Wow. Great response. Thank you! I'm a total newbie and am trawling around for info that may help improve the BL602 flavour of OpenBeken (Tasmota/ESPHome style replacement for smart devices) over at Elektroda. The SDK currently in use is at least 2 years behind what I think is a newer release of the same SDK type.
It's a shame what you say Buffalo, but BL602s are by no means the most popular chip in the IoT devices we see posted on the forums. Beken has that crown at the moment, at least regarding OpenBeken.
Pop over to the IoT Elektroda forum to see what it's all about if interested. You sound knowledgeable so maybe you have some pointers on how BL602 support could be improved!
/me waves to @Divadiow .
I suppose we can talk smack about BL. It's not like we have any evidence they're listening. :-)
I peripherally (ha!) know of OpenBeken because I'll type nerd words into a search box and land on your pages from time to time. I'm often in a similar orbit as Jason2866 who is a toolsmith for Tasmota. I'm afraid I really don't do much work with home automation and am content to NOT have CPUs in all my light switches - I can be a bit of a cave man in that regard, I suppose, which is a bit odd since I've clearly embraced tech into so much of my other household living over the years. When I see that company's name, I often have to do a double-take as I'm in the U.S. and at least here, "Belkin" is a much better known brand and also of electronic accessories and gizmos so I often have to back up a token and reparse.
I had my hands in the original BL602/604 toolkit. Mostly it was plain ole RISC-V as far as the code emitters and C[++] libs went, which suited me fine. I was a GCC maintainer long, long ago (there's a directory in the g++ testsuite named after me) and it all made sense. Then came Bl70x and the SDKs got all wonky with an artificial split and everything out of sync, but at least everything came from one source tree. Through this time, I was happily building hobbyist things, writing blargh posts, answering forum questions, sending PRs and having fun but the split of the SDK really started to tear at my mental fabric. Then came the BL61[68] and BL808. Suddenly, the SDK wasn't only NOT open source, because the cores were T-Head (for whom I have little respect) and not SiFive but they weren't even available as a prebuild for the OS I choose to sit in front of. The tool situation was such a mess that escalated into a full raging fire and I kind of lost interest. At this time, I was also GAINING interest in a competing chip line.
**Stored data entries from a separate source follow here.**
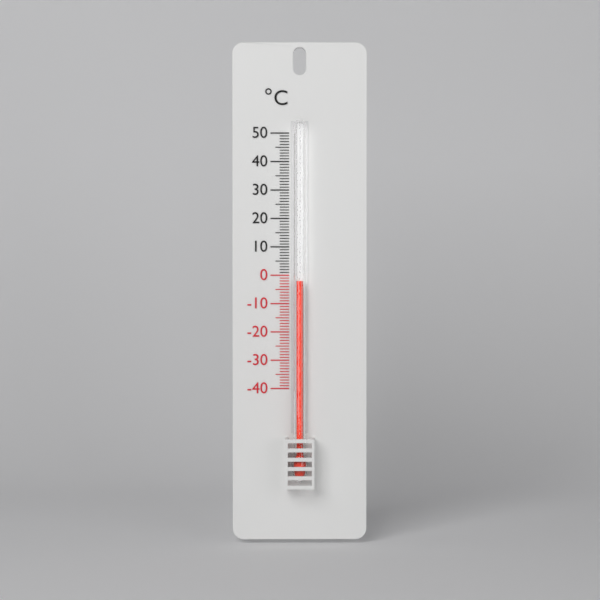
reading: -2 °C
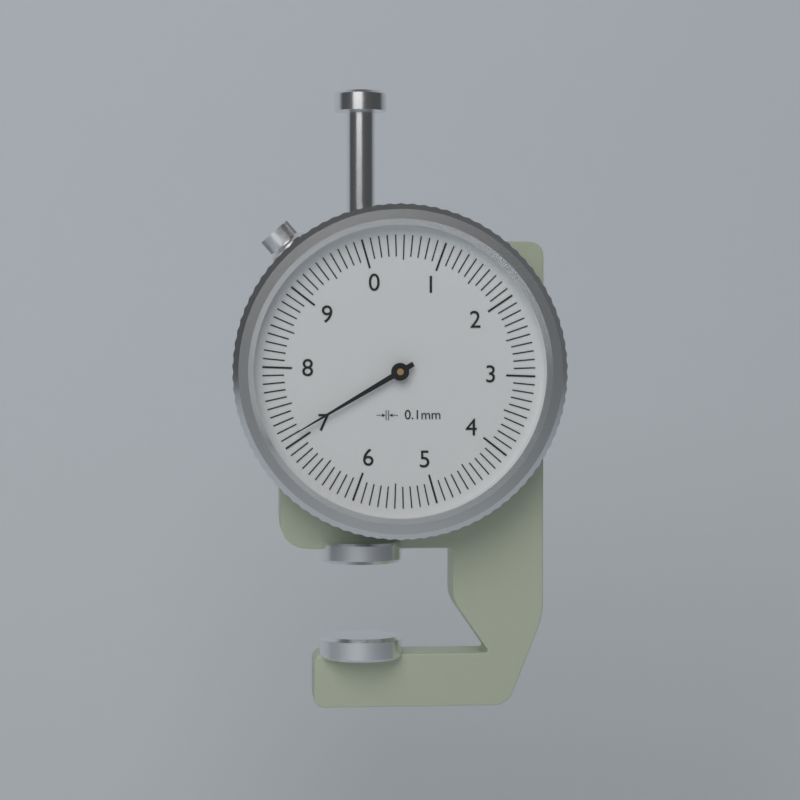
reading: 7.1 mm
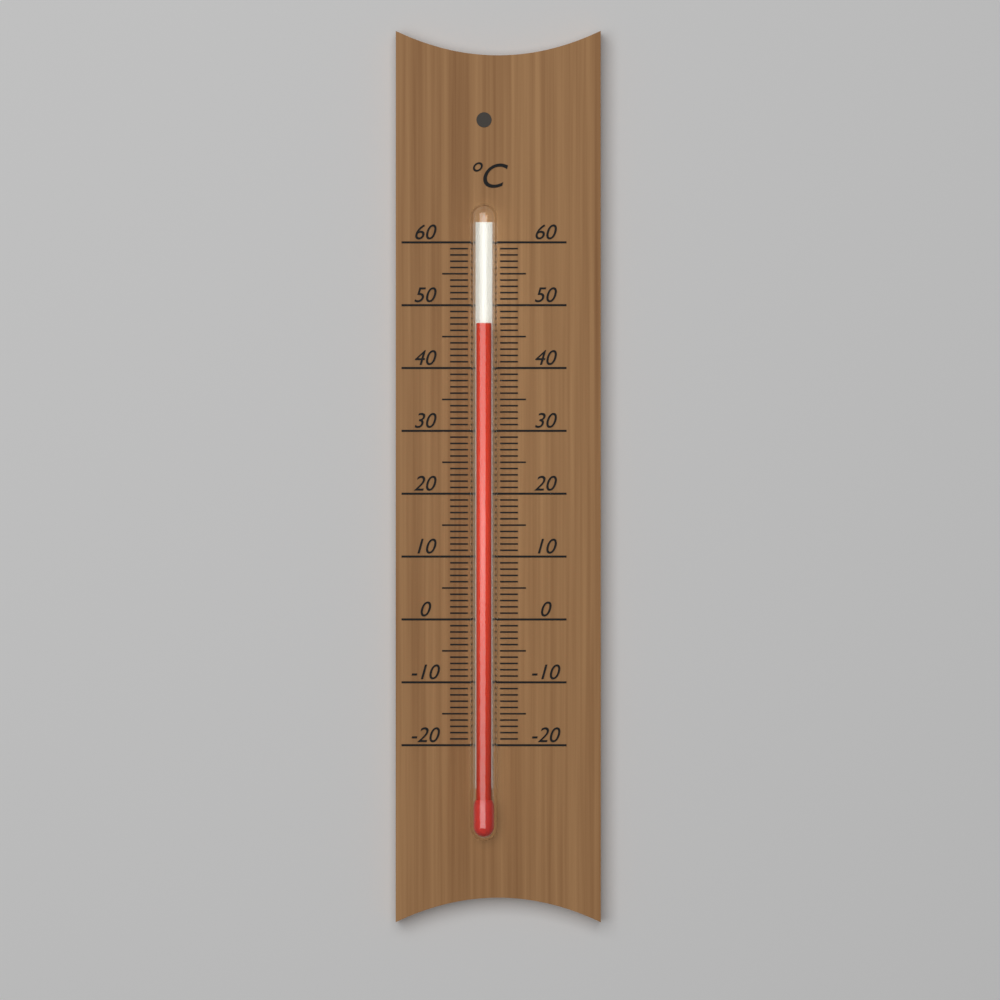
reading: 47 °C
I'm not sure if I should name the company; it's hard to imagine whether I can espress if their tools and SDK were just better built. Their doc was better, and their chips/boards were plentiful and inexpensive. My belly tells me that ignoring the T-Head extensions and treating them like every other RISC-V target and using the same tools is probably find, but it might leave some (probably unimportant outside of microbenchmarks) code speed on the table. I'm just not dedicated enough to The Cause to disassemble every object and look at the GNU code emitters to be sure that it's all legal/valid RISC-V to ensure that it could all be replaced by the commodity RISC-V chains. That's where I got off the train.
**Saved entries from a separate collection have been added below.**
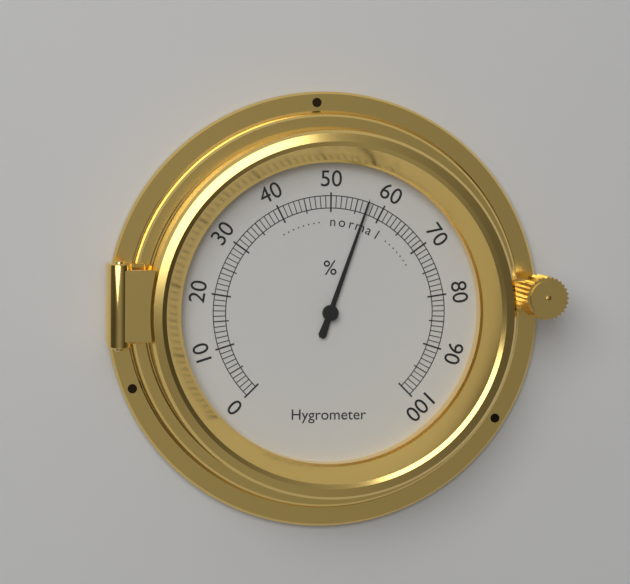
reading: 57 %
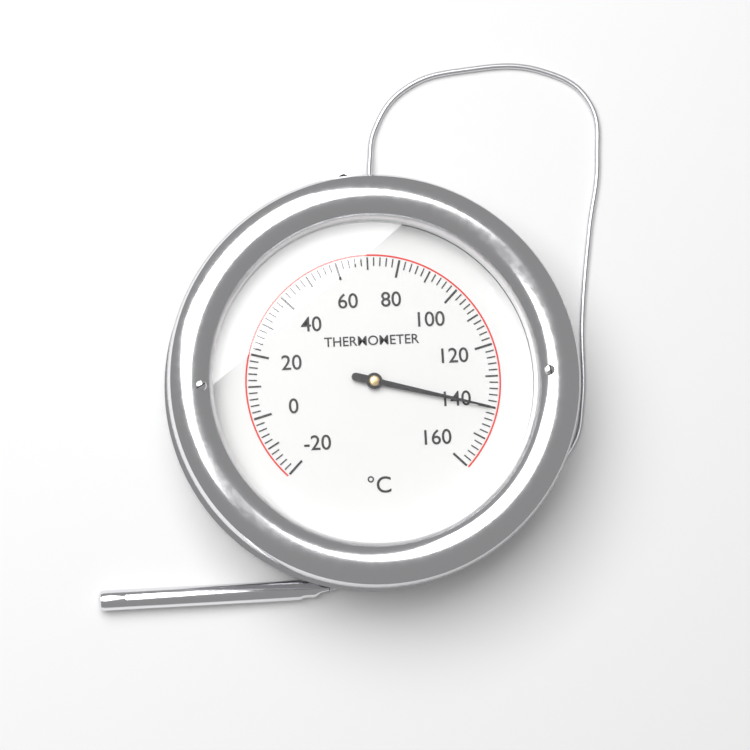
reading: 140 °C
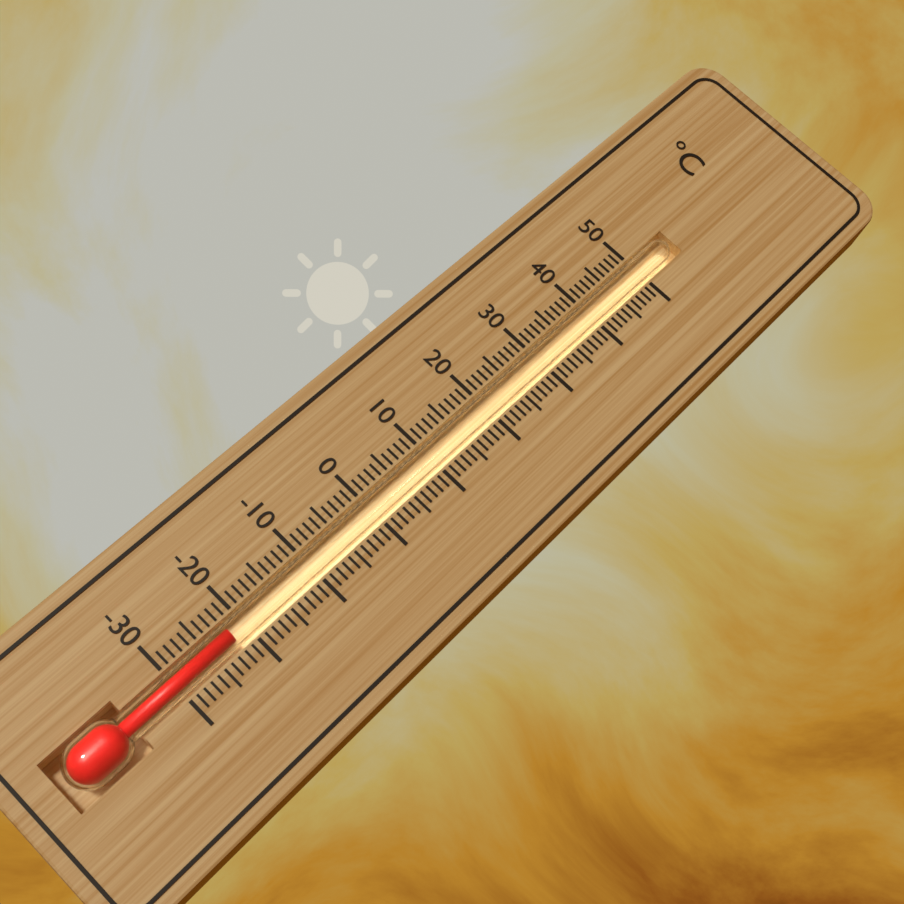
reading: -22 °C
So I have to admit that I do no home automation, have little familiarity with the devices that are common in your word, and pretty much have both feet out the door here. (I have some Sipeed BL616 boards I need to find projects for...that's a hundred dollar box that needs to blink lights or something somewhere...) Still, almost none of the chips and even brands that appear in your forums even sound familiar to me. We're kind of those people that meet at a conference whose badges make it sound like we're clones, but in reality, we're just out of sync and running around in the shadows of each other.
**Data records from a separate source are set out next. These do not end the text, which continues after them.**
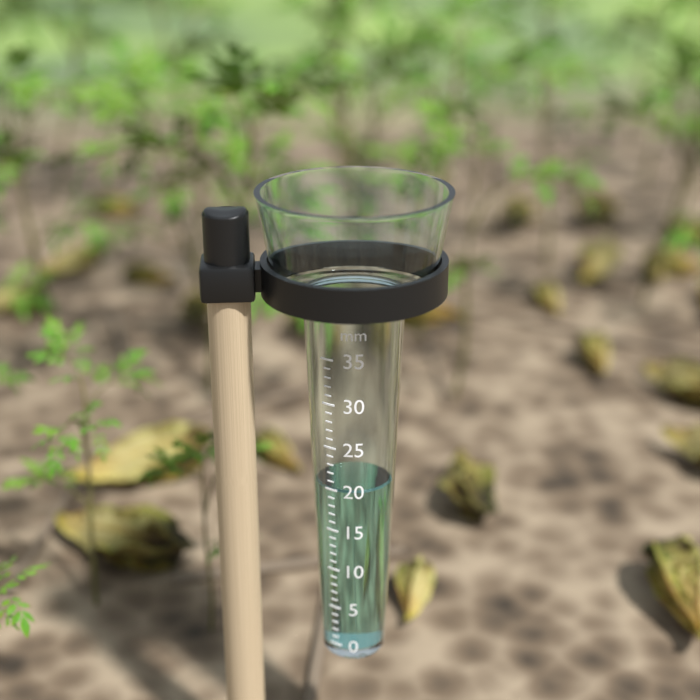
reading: 20 mm
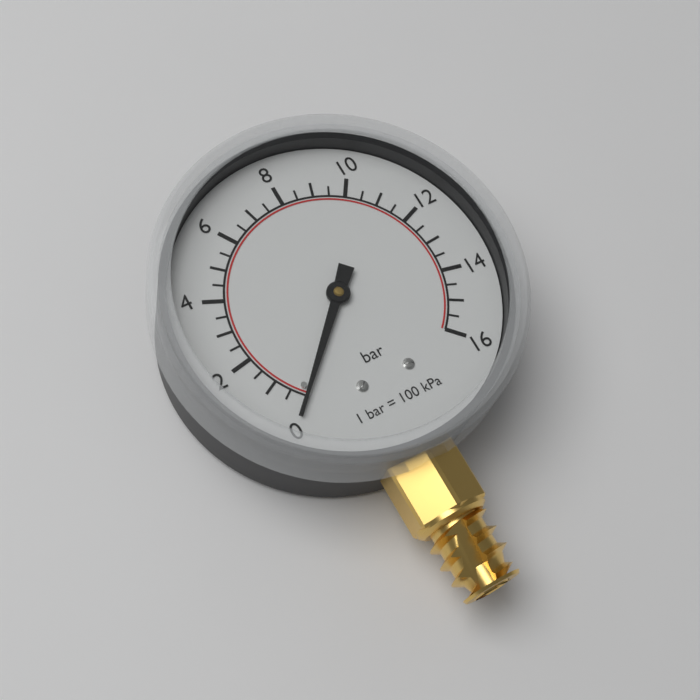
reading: 0.0 bar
I run into Jason in a number of places because he shares those same concerns about espressiveness in code.
So I'm afraid I don't have the background, hardware, and bluntly, interest to help you further your goals.
I will offer that the core of the BL602 is very much like the ESP32-C3. The peripheral set is quite different; with those of the latter unsurprisingly looking more like that of the LX6/LX7 ESP32's.
Good luck and May The Source Be With You!